EU Grains Rise Along With Black Sea Tensions

08/04/14 -- EU grains closed mostly higher on speculative interest, as Black Sea tensions run higher once more. The BBC reported that "Nato has warned Russia that further intervention in Ukraine would be a 'historic mistake' with grave consequences."

The day ended with May 14 London wheat up GBP3.85/tonne to GBP167.50/tonne, and with new crop Nov 14 London wheat closing GBP2.20/tonne firmer at GBP155.75/tonne. May 14 Paris wheat closed EUR1.00/tonne higher at EUR208.25/tonne, Jun 14 Paris corn was up EUR1.75/tonne at EUR186.25/tonne, whilst May 14 Paris rapeseed rose EUR2.25/tonne to close at EUR413.25/tonne.

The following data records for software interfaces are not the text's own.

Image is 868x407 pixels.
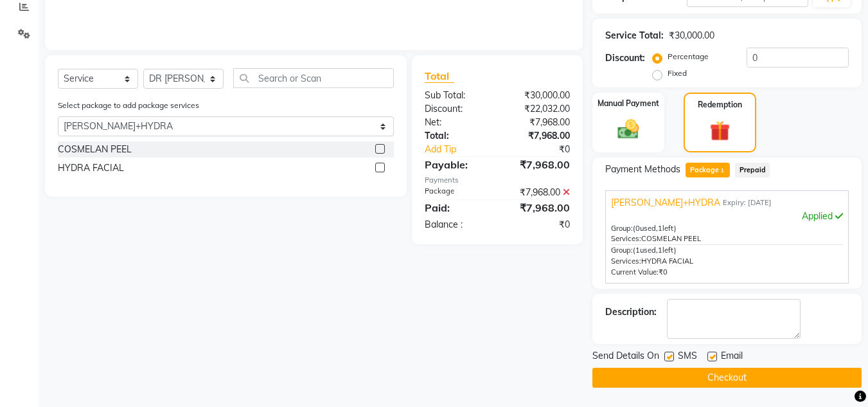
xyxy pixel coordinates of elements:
span: Services: [611,257,642,265]
div: ₹7,968.00 [497,129,580,143]
div: ₹7,968.00 [497,185,580,200]
div: ₹7,968.00 [497,157,580,172]
img: _cash.svg [611,117,646,142]
div: Balance : [415,218,497,231]
a: Add Tip [415,143,511,156]
div: ₹30,000.00 [669,29,715,43]
div: ₹0 [497,218,580,231]
label: Select package to add package services [58,100,200,111]
div: Package [415,185,497,200]
span: HYDRA FACIAL [642,257,694,265]
span: (0 [633,223,640,233]
div: ₹0 [511,143,581,156]
div: ₹22,032.00 [497,103,580,116]
span: (1 [633,245,640,255]
div: ₹7,968.00 [497,116,580,129]
span: 1 [720,167,726,175]
div: Applied [611,209,843,223]
div: ₹30,000.00 [497,88,580,103]
label: Manual Payment [598,98,660,109]
img: _gift.svg [704,118,737,144]
span: Total [425,69,454,83]
label: Percentage [668,50,709,63]
div: Discount: [606,51,646,65]
span: Email [722,349,743,365]
div: Paid: [415,200,497,216]
span: COSMELAN PEEL [642,234,702,243]
div: Payments [425,175,570,185]
div: COSMELAN PEEL [58,143,132,156]
div: ₹7,968.00 [497,200,580,216]
div: Payable: [415,157,497,172]
span: 1 [658,245,663,255]
span: used, left) [633,245,677,255]
span: Prepaid [736,163,770,178]
span: ₹0 [659,267,668,277]
div: Service Total: [606,29,664,43]
span: 1 [658,223,663,233]
span: SMS [678,349,698,365]
span: Package [685,163,730,178]
span: used, left) [633,223,677,233]
label: Redemption [698,99,743,110]
div: Net: [415,116,497,129]
div: Discount: [415,103,497,116]
input: Search or Scan [233,68,394,88]
span: Group: [611,223,633,233]
span: Current Value: [611,267,659,277]
span: [PERSON_NAME]+HYDRA [611,196,721,209]
span: Payment Methods [606,163,681,176]
span: Services: [611,234,642,243]
label: Fixed [668,68,687,79]
span: Expiry: [DATE] [723,198,772,208]
div: Total: [415,129,497,143]
span: Send Details On [592,349,660,365]
div: Sub Total: [415,88,497,103]
div: Description: [606,305,657,319]
button: Checkout [592,368,862,388]
span: Group: [611,245,633,255]
div: HYDRA FACIAL [58,162,124,175]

At least for now though, exports out of Ukraine continue unhindered. The Ministry there reported total marketing year to date grain exports at almost 28 MMT, of which 17.7 MMT is corn and 7.9 MMT wheat.

There's a further 176 TMT already loaded on vessels waiting to leave, and an additional in excess of 1 MMT at the ports waiting to load/leave, they added.

The Ukraine Ministry also said that early spring grain plantings had been completed on almost 2.5 million acres (or 90% of the originally estimated area), including 1.89m ha of barley.

The country has also planted over 500k ha of sunflowers, 53k ha of corn and 7k ha of soybeans, they added.

Russia meanwhile has planted 1.9 million ha of early spring grains,which is well up on only 848k ha ha this time a year ago.

The USDA attache in Europe estimated the 2014/15 wheat crop here at 144.8 MMT, up 1.5 MMT versus 143.3 MMT a year ago. They see exports falling 14% at 25 MMT compared to 29 MMT in 2013/14.

Libya is tendering for 30,000 MT of milling wheat. Otherwise the international tender line-up for wheat is pretty thin.

There are loud concerns regarding China, and it's import needs for the year ahead.

The USDA's FAS office over there pegged Chinese corn imports at only 4 MMT inn 2013/14 versus the official USDA estimate of 5 MMT (and some private forecasts earlier in the season that were as high as 10 MMT). They see that demand falling to only 3 MMT in 2014/15.

The same office estimate Chinese wheat imports at 7 MMT this season (versus the USDA's 8 MMT), falling to just 3 MMT in 2014/15.